I have no more excuses
Apr. 30th, 2007 08:49 amAs I mentioned earlier, I had to go into work this weekend. It's a quick drive, no more than 20 minutes when the traffic's good, which it was, so one trip out and back has just enough time for one lesson of my Japanese classes on audiobook.
I haven't been posting about my Japanese studies because I haven't been doing them. Too much to do, and I've started to feel the need for more downtime from my busy and crazy life recently. I'm not really getting it-- children don't allow for it-- but I have put aside some extra-curricular activities that one might consider life-enhancing. (Sadly, one of those seems to have been dating, recently. I should get out more often.) So I put it on random and let it pick a track for me.
The lesson was one of the transitionals: it started with "How many people in your family? How many boys? How many girls? Are they here with you in Japan?" and ended with "Please put 40 liters of gasoline into my American car, which is really too big for me. I have to go to Tokyo. Which road do I take?"
I had no problem at all with the lesson. I tore through it, only once losing a vocabulary point, expressing someone else's desires, "My wife would like wine." Other than that, everything was in place: grammar, conjugation, tense.
It was mildly frustrating because I now know that I have no excuse for not continuing. The mechanics of this language are easy for me, now. I'm now carrying, along with a library of 1,500 books, the finest Japanese-English dictionary available, 24/7, in my pocket. I can look up Kanji with radicals and with hirigana, with English and romajii if I have to. I have every tool I need to complete my study.
I just need to memorize 2,000 kanji and 40,000 combinations.
I haven't been posting about my Japanese studies because I haven't been doing them. Too much to do, and I've started to feel the need for more downtime from my busy and crazy life recently. I'm not really getting it-- children don't allow for it-- but I have put aside some extra-curricular activities that one might consider life-enhancing. (Sadly, one of those seems to have been dating, recently. I should get out more often.) So I put it on random and let it pick a track for me.
The lesson was one of the transitionals: it started with "How many people in your family? How many boys? How many girls? Are they here with you in Japan?" and ended with "Please put 40 liters of gasoline into my American car, which is really too big for me. I have to go to Tokyo. Which road do I take?"
I had no problem at all with the lesson. I tore through it, only once losing a vocabulary point, expressing someone else's desires, "My wife would like wine." Other than that, everything was in place: grammar, conjugation, tense.
It was mildly frustrating because I now know that I have no excuse for not continuing. The mechanics of this language are easy for me, now. I'm now carrying, along with a library of 1,500 books, the finest Japanese-English dictionary available, 24/7, in my pocket. I can look up Kanji with radicals and with hirigana, with English and romajii if I have to. I have every tool I need to complete my study.
I just need to memorize 2,000 kanji and 40,000 combinations.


- DIRECTIONS:
What's needed is an exact copy of all the data below, without pictures.

━━━━━━━━━━━━━━━━━━━━━━━━━━━━━━

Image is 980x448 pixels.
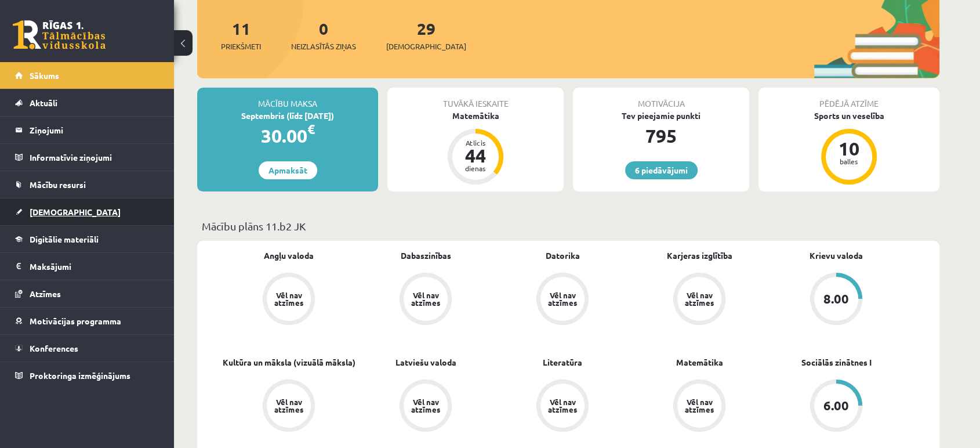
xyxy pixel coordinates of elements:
a: Atzīmes [15,280,160,307]
a: Rīgas 1. Tālmācības vidusskola [13,20,105,49]
a: 11Priekšmeti [221,18,261,52]
a: Dabaszinības [401,249,451,262]
div: 10 [831,139,866,158]
a: Vēl nav atzīmes [494,379,630,434]
a: Sports un veselība 10 balles [758,110,940,186]
span: Motivācijas programma [30,316,121,326]
a: 0Neizlasītās ziņas [291,18,356,52]
a: Proktoringa izmēģinājums [15,362,160,389]
span: Digitālie materiāli [30,234,98,244]
span: Sākums [30,70,59,81]
div: 8.00 [823,293,849,305]
div: Vēl nav atzīmes [546,291,578,306]
div: Vēl nav atzīmes [272,291,305,306]
a: Matemātika Atlicis 44 dienas [387,110,563,186]
a: Literatūra [542,356,582,369]
span: [DEMOGRAPHIC_DATA] [30,207,121,217]
a: 6.00 [768,379,904,434]
div: Tev pieejamie punkti [573,110,749,122]
div: 795 [573,122,749,150]
a: Informatīvie ziņojumi [15,144,160,171]
a: Kultūra un māksla (vizuālā māksla) [222,356,355,369]
a: Sākums [15,62,160,89]
a: Vēl nav atzīmes [357,379,494,434]
a: Vēl nav atzīmes [630,272,768,327]
a: 6 piedāvājumi [625,161,698,179]
div: Pēdējā atzīme [758,87,940,110]
span: [DEMOGRAPHIC_DATA] [386,40,466,52]
a: Konferences [15,335,160,361]
a: 29[DEMOGRAPHIC_DATA] [386,18,466,52]
a: Angļu valoda [264,249,313,262]
span: Atzīmes [30,288,61,298]
span: Neizlasītās ziņas [291,40,356,52]
a: Vēl nav atzīmes [220,272,357,327]
div: Atlicis [458,139,493,146]
div: Vēl nav atzīmes [546,398,578,413]
span: Proktoringa izmēģinājums [30,370,131,381]
legend: Ziņojumi [30,116,160,143]
div: dienas [458,165,493,172]
a: Digitālie materiāli [15,225,160,252]
a: Datorika [545,249,580,262]
div: Sports un veselība [758,110,940,122]
div: balles [831,158,866,165]
div: Matemātika [387,110,563,122]
a: Latviešu valoda [396,356,456,369]
div: 44 [458,146,493,165]
a: Vēl nav atzīmes [220,379,357,434]
p: Mācību plāns 11.b2 JK [201,218,935,234]
a: Karjeras izglītība [667,249,732,262]
span: € [307,121,315,137]
span: Mācību resursi [30,179,86,190]
a: [DEMOGRAPHIC_DATA] [15,199,160,225]
a: Vēl nav atzīmes [357,272,494,327]
span: Priekšmeti [221,40,261,52]
div: Vēl nav atzīmes [683,398,716,413]
a: Vēl nav atzīmes [630,379,768,434]
a: Mācību resursi [15,171,160,198]
a: Motivācijas programma [15,307,160,334]
a: Apmaksāt [259,161,317,179]
div: Tuvākā ieskaite [387,87,563,110]
a: Sociālās zinātnes I [801,356,872,369]
a: Krievu valoda [810,249,863,262]
a: Ziņojumi [15,116,160,143]
a: Aktuāli [15,90,160,116]
span: Konferences [30,343,78,353]
span: Aktuāli [30,98,57,108]
div: 6.00 [823,399,849,412]
a: Matemātika [676,356,723,369]
legend: Maksājumi [30,253,160,280]
div: Mācību maksa [197,87,378,110]
div: Vēl nav atzīmes [409,291,442,306]
legend: Informatīvie ziņojumi [30,144,160,171]
div: Motivācija [573,87,749,110]
a: Vēl nav atzīmes [494,272,630,327]
div: Vēl nav atzīmes [409,398,442,413]
a: Maksājumi [15,253,160,280]
div: Septembris (līdz [DATE]) [197,110,378,122]
a: 8.00 [768,272,904,327]
div: 30.00 [197,122,378,150]
div: Vēl nav atzīmes [272,398,305,413]
div: Vēl nav atzīmes [683,291,716,306]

━━━━━━━━━━━━━━━━━━━━━━━━━━━━━━

- ANSWER SPACE:
Image is 980x448 pixels.
xyxy pixel coordinates of elements:
a: Atzīmes [15,280,160,307]
a: Rīgas 1. Tālmācības vidusskola [13,20,105,49]
a: 11Priekšmeti [221,18,261,52]
a: Dabaszinības [401,249,451,262]
div: 10 [831,139,866,158]
a: Vēl nav atzīmes [494,379,630,434]
a: Sports un veselība 10 balles [758,110,940,186]
span: Motivācijas programma [30,316,121,326]
a: 0Neizlasītās ziņas [291,18,356,52]
a: Proktoringa izmēģinājums [15,362,160,389]
span: Digitālie materiāli [30,234,98,244]
span: Sākums [30,70,59,81]
div: 8.00 [823,293,849,305]
div: Vēl nav atzīmes [546,291,578,306]
div: Vēl nav atzīmes [272,291,305,306]
a: Matemātika Atlicis 44 dienas [387,110,563,186]
a: Literatūra [542,356,582,369]
span: [DEMOGRAPHIC_DATA] [30,207,121,217]
a: 6.00 [768,379,904,434]
div: Tev pieejamie punkti [573,110,749,122]
div: 795 [573,122,749,150]
a: Informatīvie ziņojumi [15,144,160,171]
a: Kultūra un māksla (vizuālā māksla) [222,356,355,369]
a: Sākums [15,62,160,89]
a: Vēl nav atzīmes [357,379,494,434]
a: Vēl nav atzīmes [630,272,768,327]
a: 6 piedāvājumi [625,161,698,179]
div: Pēdējā atzīme [758,87,940,110]
span: [DEMOGRAPHIC_DATA] [386,40,466,52]
a: Konferences [15,335,160,361]
a: 29[DEMOGRAPHIC_DATA] [386,18,466,52]
a: Angļu valoda [264,249,313,262]
span: Atzīmes [30,288,61,298]
span: Neizlasītās ziņas [291,40,356,52]
a: Vēl nav atzīmes [220,272,357,327]
div: Atlicis [458,139,493,146]
div: Vēl nav atzīmes [546,398,578,413]
span: Proktoringa izmēģinājums [30,370,131,381]
legend: Ziņojumi [30,116,160,143]
div: dienas [458,165,493,172]
a: Digitālie materiāli [15,225,160,252]
a: Datorika [545,249,580,262]
div: Sports un veselība [758,110,940,122]
div: balles [831,158,866,165]
div: Matemātika [387,110,563,122]
a: Latviešu valoda [396,356,456,369]
div: 44 [458,146,493,165]
a: Vēl nav atzīmes [220,379,357,434]
p: Mācību plāns 11.b2 JK [201,218,935,234]
a: Karjeras izglītība [667,249,732,262]
span: € [307,121,315,137]
span: Mācību resursi [30,179,86,190]
a: [DEMOGRAPHIC_DATA] [15,199,160,225]
a: Vēl nav atzīmes [357,272,494,327]
span: Priekšmeti [221,40,261,52]
div: Vēl nav atzīmes [683,398,716,413]
a: Vēl nav atzīmes [630,379,768,434]
a: Mācību resursi [15,171,160,198]
a: Motivācijas programma [15,307,160,334]
a: Apmaksāt [259,161,317,179]
div: Tuvākā ieskaite [387,87,563,110]
a: Sociālās zinātnes I [801,356,872,369]
a: Krievu valoda [810,249,863,262]
a: Ziņojumi [15,116,160,143]
a: Aktuāli [15,90,160,116]
span: Konferences [30,343,78,353]
span: Aktuāli [30,98,57,108]
div: 6.00 [823,399,849,412]
a: Matemātika [676,356,723,369]
legend: Maksājumi [30,253,160,280]
div: Mācību maksa [197,87,378,110]
div: Vēl nav atzīmes [409,291,442,306]
legend: Informatīvie ziņojumi [30,144,160,171]
div: Motivācija [573,87,749,110]
a: Vēl nav atzīmes [494,272,630,327]
div: Vēl nav atzīmes [409,398,442,413]
a: Maksājumi [15,253,160,280]
div: Septembris (līdz [DATE]) [197,110,378,122]
a: 8.00 [768,272,904,327]
div: 30.00 [197,122,378,150]
div: Vēl nav atzīmes [272,398,305,413]
div: Vēl nav atzīmes [683,291,716,306]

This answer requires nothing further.